The high-powered alternative hip-hop group Ting Tryer--comprising rapper E-Dot, singer Tia Thomas and producers Michael Bain and Darp--strive to be the modern Arrested Development, N.W.A., and Public Enemy in one.  Their well-regarded new effort Take Me To Your Leader  weaves political agenda with throwback 90s hip-hop vintage, and galvanizing lyrical acrobatics that leaves listeners’ conscious in a state of frenzy.

Animated delivery in flow and different rhyme schemes provided by E-Dot immediately draw your attention.  “Let’s Bunn,” for instance, flamboyantly details the drug infestation in impoverished communities while E personifies himself as the paranoid, trigger-happy .38, lyrically targeting anyone breathing. The there's the “New Negro.”

The “New Negro” falls victim to the firearm and becomes the laughing stock of American interplay of gentrification and minstrelsy, largely through media and entertainment.  The “New Negro” is being sold a falsity; buying into a broken American dream.  The song's female voice sings awareness of a derelict and misguided generation where we, cast as leading prizefighters, have the obligation to champion positivity and righteousness.  “Pretty For A Dark Girl” is Ting Tryer at their most controversial.  The song mimics a young Caucasian male with perverse and stereotypical views about the portrayal of African American women.  Though degrading, it pokes fun at the ignorance displayed while implicitly paying homage to the “Phenomenal Woman” of Maya Angelou.

The highlight of TMTYL is the humorous but earnest “Cabfare,” an anthem for anyone who's ever been denied transportation by a taxi driver.  “If I Could I Would” is a tune people in relationships can relate to, as love can be pure bliss one minute and the next transformed into the most extreme pain.  The angelic crooning of Thomas and E-Dot's bars together envision the possibility for love to be rekindled.

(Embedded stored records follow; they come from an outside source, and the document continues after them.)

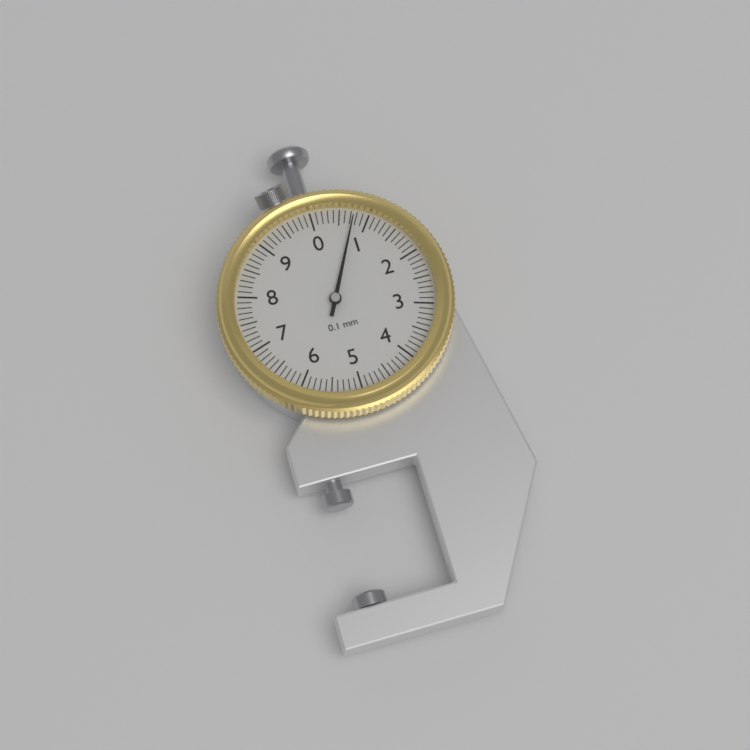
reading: 0.75 mm
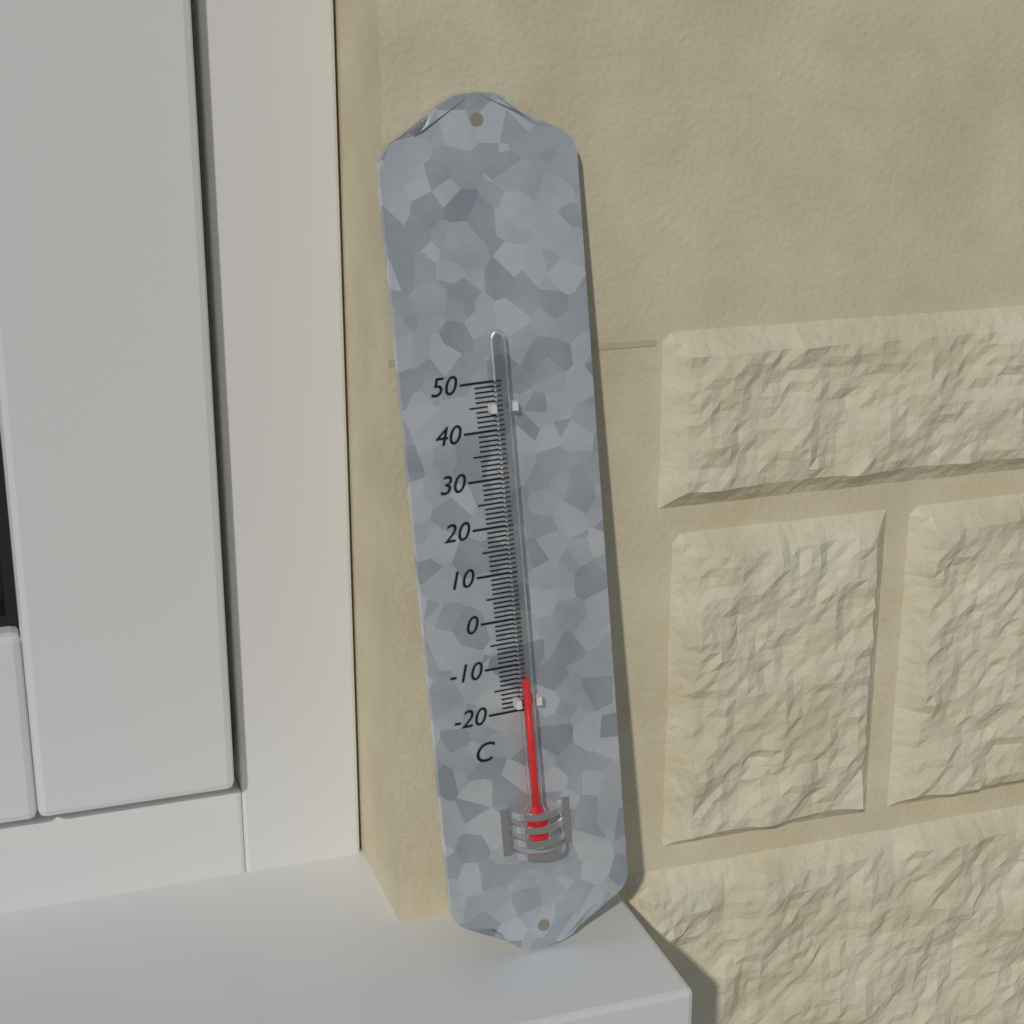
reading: -13 °C
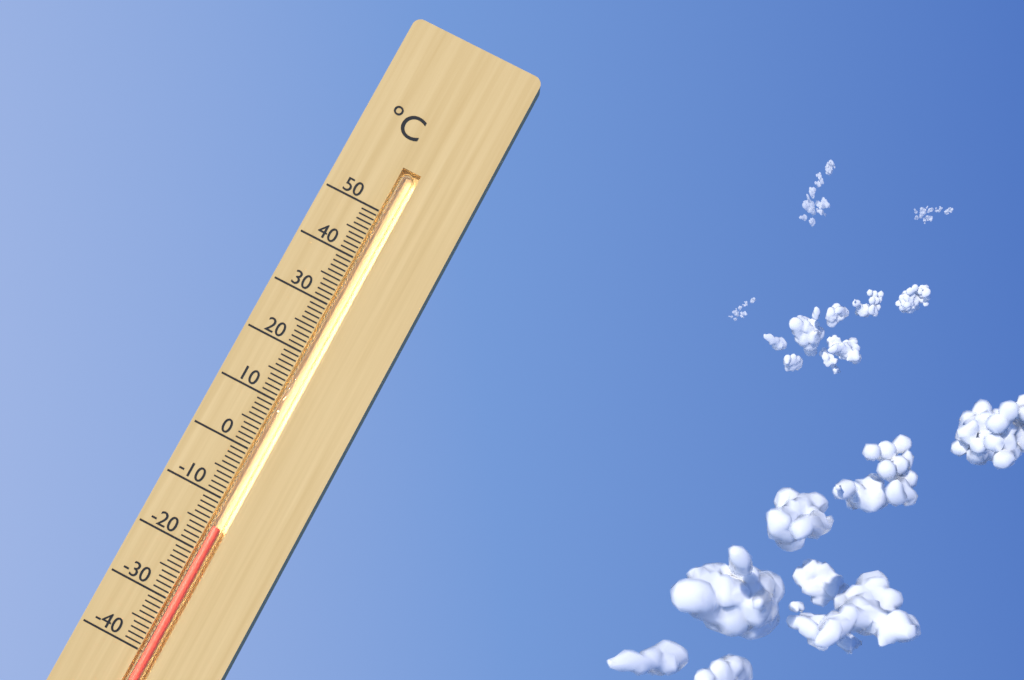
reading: -15 °C
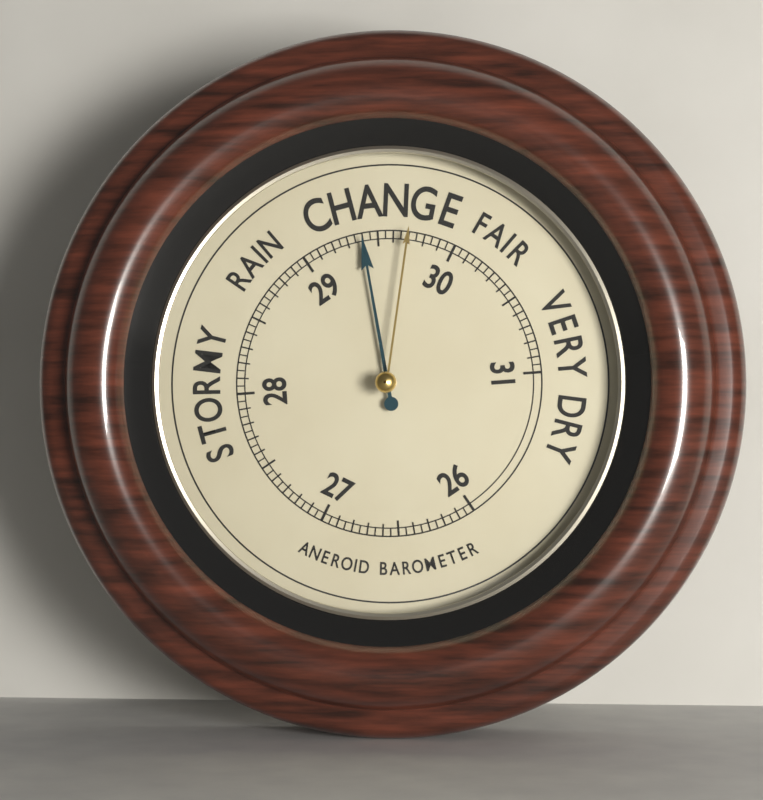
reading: 29.40 (no unit)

The poetry in “Good Tings” conveys the overall message of the entire album this way:

“I’m battling against the odds, against the grain, against the shade…I’m all cried out counting nickels and dimes/ False hope with a beautiful mind…Music, our relationship’s so damaged/ All I really do is anguish/ It’s like I don’t understand the language/ I’m ready to quit ‘cause you don’t listen to shit unless her booty shaking all up in the camera/ It’s like positive is lesser.”

With this said, Take Me To Your Leader leaves little room for insolence and much legroom for artistic expression and protestation. In fact, it just might ber the stimulus package needed to reanimate a decomposing music industry.